Conrad Gustave d’Huc Dressler [commonly known as Conrad Dressler] was born in Streatham, Surrey [now London], England on 22 May 1856 and was of Franco-German descent. He studied under Edouard Lanteri (1848-1917) at the he National Art Training School in South Kensington in London, and in France. He subsequently worked as a ceramic artist, tile designer and sculptor. In 1894, with Harold Steward Rathbone (1858–1929) he founded the Della Robbia Pottery in Birkenhead, Cheshire, a potter established on the Arts and Crafts principles advocated by William Morris. Dressler was mainly responsible for creating decorative relief panels for architectural use. He left the pottery in 1897 to establish his own pottery, the Medmenham Pottery, near Marlow in Buckinghamshire, where he continued to make work in the same vein as that at Della Robbia Pottery - architectural tiles and large wall panels.
Dressler exhibited extensively including at the Grosvenor Gallery, International Society of Sculptors, Painters & Gravers, New Gallery, Royal Academy, and Royal Institute of Painters in Water Colours in London; Royal Hibernian Academy in Dublin: Leeds City Art Gallery; Walker Art Gallery in Liverpool; Royal Glasgow Institute of the Fine Arts; Manchester Academy of Fine Arts; and at the Royal Birmingham Society of Artists. He also participated in the International Exhibition in Glasgow, in 1901, and the Exhibited at International Exhibition in Dublin in 1907
Dressler was elected a member of the Art Workers Guild in 1891 and the Royal Society of British Sculptors in 1905. He was also a member of the Chelsea Arts Club, Clergy and Artists' Association, and the Arts and Crafts Exhibition Society with whom he exhibited. He died in Saint-Brévin l'Océan, Loire, France. on 3 August 1940.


Work instruction
Show, in full, each line of the data that contains "filled".

Saved data entries

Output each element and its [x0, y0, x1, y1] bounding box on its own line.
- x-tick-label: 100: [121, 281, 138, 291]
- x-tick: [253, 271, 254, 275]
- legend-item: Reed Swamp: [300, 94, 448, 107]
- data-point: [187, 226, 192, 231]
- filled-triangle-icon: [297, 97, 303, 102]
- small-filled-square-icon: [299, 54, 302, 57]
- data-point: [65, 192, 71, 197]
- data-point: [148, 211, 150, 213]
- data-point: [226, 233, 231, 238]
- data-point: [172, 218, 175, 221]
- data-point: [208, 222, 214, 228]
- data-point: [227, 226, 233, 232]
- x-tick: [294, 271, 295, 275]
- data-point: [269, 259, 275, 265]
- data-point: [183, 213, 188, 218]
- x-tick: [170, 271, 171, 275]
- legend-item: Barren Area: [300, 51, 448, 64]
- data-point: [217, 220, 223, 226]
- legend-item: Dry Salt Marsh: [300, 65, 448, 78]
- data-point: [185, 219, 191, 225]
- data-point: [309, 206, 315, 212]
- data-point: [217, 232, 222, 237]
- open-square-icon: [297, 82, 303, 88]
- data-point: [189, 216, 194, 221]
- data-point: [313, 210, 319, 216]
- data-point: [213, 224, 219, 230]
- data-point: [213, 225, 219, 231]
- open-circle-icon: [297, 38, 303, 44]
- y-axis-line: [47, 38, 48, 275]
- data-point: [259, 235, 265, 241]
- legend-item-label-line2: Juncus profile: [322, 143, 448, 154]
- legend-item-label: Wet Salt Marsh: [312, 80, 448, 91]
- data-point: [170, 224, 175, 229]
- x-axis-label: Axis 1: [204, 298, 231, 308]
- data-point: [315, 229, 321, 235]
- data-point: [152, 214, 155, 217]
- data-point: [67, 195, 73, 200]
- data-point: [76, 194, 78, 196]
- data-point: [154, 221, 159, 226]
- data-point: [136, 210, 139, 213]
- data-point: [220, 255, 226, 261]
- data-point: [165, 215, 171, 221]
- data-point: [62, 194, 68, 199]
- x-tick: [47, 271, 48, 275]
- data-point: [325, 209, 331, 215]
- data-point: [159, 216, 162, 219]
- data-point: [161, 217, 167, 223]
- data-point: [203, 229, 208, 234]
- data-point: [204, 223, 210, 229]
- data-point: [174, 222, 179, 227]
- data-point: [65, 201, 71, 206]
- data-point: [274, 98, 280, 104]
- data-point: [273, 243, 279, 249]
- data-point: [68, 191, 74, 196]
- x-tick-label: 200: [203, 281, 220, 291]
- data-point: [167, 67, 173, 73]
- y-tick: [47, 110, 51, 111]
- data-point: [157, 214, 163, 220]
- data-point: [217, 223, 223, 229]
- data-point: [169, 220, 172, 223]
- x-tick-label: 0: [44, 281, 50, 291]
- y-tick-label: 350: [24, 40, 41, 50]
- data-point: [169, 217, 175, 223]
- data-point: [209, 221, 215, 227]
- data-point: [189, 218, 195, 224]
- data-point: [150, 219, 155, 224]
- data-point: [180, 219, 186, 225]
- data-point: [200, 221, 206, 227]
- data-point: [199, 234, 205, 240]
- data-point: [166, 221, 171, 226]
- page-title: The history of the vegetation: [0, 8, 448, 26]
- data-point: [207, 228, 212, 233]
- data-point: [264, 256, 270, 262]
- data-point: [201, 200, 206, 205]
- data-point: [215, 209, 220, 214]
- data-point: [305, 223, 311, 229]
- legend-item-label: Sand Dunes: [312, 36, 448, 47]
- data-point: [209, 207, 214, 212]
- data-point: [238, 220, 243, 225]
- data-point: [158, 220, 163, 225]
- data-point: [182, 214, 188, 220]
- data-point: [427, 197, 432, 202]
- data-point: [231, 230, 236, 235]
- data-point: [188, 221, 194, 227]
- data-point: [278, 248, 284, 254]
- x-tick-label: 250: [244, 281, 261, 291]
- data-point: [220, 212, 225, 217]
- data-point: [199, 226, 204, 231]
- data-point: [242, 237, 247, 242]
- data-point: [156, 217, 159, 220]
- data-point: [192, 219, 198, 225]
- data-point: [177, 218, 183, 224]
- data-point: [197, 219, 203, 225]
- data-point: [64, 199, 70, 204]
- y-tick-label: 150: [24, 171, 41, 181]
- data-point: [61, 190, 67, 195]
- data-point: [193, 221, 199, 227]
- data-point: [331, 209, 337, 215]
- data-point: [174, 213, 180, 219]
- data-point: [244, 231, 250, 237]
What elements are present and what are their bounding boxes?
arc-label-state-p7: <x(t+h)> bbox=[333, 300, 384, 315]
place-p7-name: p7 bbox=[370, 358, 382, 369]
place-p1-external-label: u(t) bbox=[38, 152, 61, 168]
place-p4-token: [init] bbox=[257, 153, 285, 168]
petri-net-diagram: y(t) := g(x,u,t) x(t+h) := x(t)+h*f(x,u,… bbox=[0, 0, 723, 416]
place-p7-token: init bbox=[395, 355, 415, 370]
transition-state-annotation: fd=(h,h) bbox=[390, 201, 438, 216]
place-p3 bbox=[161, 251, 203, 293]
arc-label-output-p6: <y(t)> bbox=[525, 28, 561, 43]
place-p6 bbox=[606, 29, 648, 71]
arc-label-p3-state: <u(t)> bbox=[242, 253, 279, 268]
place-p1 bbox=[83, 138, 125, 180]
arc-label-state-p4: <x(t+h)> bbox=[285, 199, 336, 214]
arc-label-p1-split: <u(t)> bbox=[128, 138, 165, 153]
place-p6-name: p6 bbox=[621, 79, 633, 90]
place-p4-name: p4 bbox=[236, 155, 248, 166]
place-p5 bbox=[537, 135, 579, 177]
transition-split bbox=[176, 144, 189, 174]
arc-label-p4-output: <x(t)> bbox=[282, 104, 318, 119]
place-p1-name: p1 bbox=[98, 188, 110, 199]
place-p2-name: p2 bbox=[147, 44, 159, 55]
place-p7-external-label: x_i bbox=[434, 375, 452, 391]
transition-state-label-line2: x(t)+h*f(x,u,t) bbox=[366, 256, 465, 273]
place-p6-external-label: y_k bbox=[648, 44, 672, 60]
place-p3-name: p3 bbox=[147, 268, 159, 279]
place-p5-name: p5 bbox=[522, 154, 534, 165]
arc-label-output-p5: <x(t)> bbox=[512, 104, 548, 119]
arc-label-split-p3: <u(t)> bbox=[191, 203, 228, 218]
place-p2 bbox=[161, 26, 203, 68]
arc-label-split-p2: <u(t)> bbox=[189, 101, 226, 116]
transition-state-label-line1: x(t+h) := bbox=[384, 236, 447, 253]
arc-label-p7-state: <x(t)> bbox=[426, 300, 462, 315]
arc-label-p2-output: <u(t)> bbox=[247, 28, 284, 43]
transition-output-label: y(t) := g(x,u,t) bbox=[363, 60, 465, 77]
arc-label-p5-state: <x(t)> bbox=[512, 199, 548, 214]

--

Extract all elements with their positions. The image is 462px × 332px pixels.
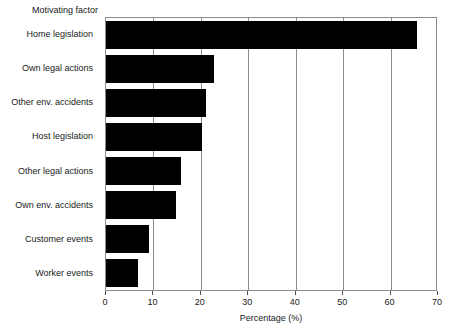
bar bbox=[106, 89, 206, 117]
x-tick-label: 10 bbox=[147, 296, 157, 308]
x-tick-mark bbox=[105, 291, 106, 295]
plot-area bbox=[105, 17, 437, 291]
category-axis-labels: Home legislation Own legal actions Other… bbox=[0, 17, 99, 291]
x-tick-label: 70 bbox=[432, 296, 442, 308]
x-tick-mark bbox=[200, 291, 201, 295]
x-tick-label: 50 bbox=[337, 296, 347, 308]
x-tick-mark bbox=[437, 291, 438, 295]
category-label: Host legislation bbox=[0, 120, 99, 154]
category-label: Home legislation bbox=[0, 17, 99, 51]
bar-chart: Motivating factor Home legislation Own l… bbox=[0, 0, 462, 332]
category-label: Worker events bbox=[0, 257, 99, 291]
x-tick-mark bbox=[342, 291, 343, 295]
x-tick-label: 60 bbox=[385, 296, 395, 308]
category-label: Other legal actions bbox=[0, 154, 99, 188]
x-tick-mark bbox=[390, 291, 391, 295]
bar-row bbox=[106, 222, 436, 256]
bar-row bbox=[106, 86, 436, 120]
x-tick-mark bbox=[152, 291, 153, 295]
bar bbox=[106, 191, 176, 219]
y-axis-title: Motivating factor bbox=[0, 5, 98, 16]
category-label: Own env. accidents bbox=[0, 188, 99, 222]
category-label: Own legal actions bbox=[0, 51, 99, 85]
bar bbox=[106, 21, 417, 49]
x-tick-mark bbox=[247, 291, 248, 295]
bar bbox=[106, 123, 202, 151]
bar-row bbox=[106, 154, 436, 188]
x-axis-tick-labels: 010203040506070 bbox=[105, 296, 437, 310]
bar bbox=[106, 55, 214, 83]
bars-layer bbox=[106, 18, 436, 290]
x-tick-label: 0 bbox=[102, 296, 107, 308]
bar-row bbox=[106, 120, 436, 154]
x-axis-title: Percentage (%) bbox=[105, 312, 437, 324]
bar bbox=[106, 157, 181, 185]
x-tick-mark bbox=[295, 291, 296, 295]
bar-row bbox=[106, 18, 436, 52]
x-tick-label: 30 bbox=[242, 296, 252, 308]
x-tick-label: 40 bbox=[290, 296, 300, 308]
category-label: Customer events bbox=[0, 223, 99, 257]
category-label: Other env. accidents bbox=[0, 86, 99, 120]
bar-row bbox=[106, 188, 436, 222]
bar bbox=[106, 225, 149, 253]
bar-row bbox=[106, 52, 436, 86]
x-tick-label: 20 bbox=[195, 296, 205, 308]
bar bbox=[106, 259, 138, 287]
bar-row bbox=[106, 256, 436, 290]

Your solution
- filled-triangle-icon: [297, 97, 303, 102]
- small-filled-square-icon: [299, 54, 302, 57]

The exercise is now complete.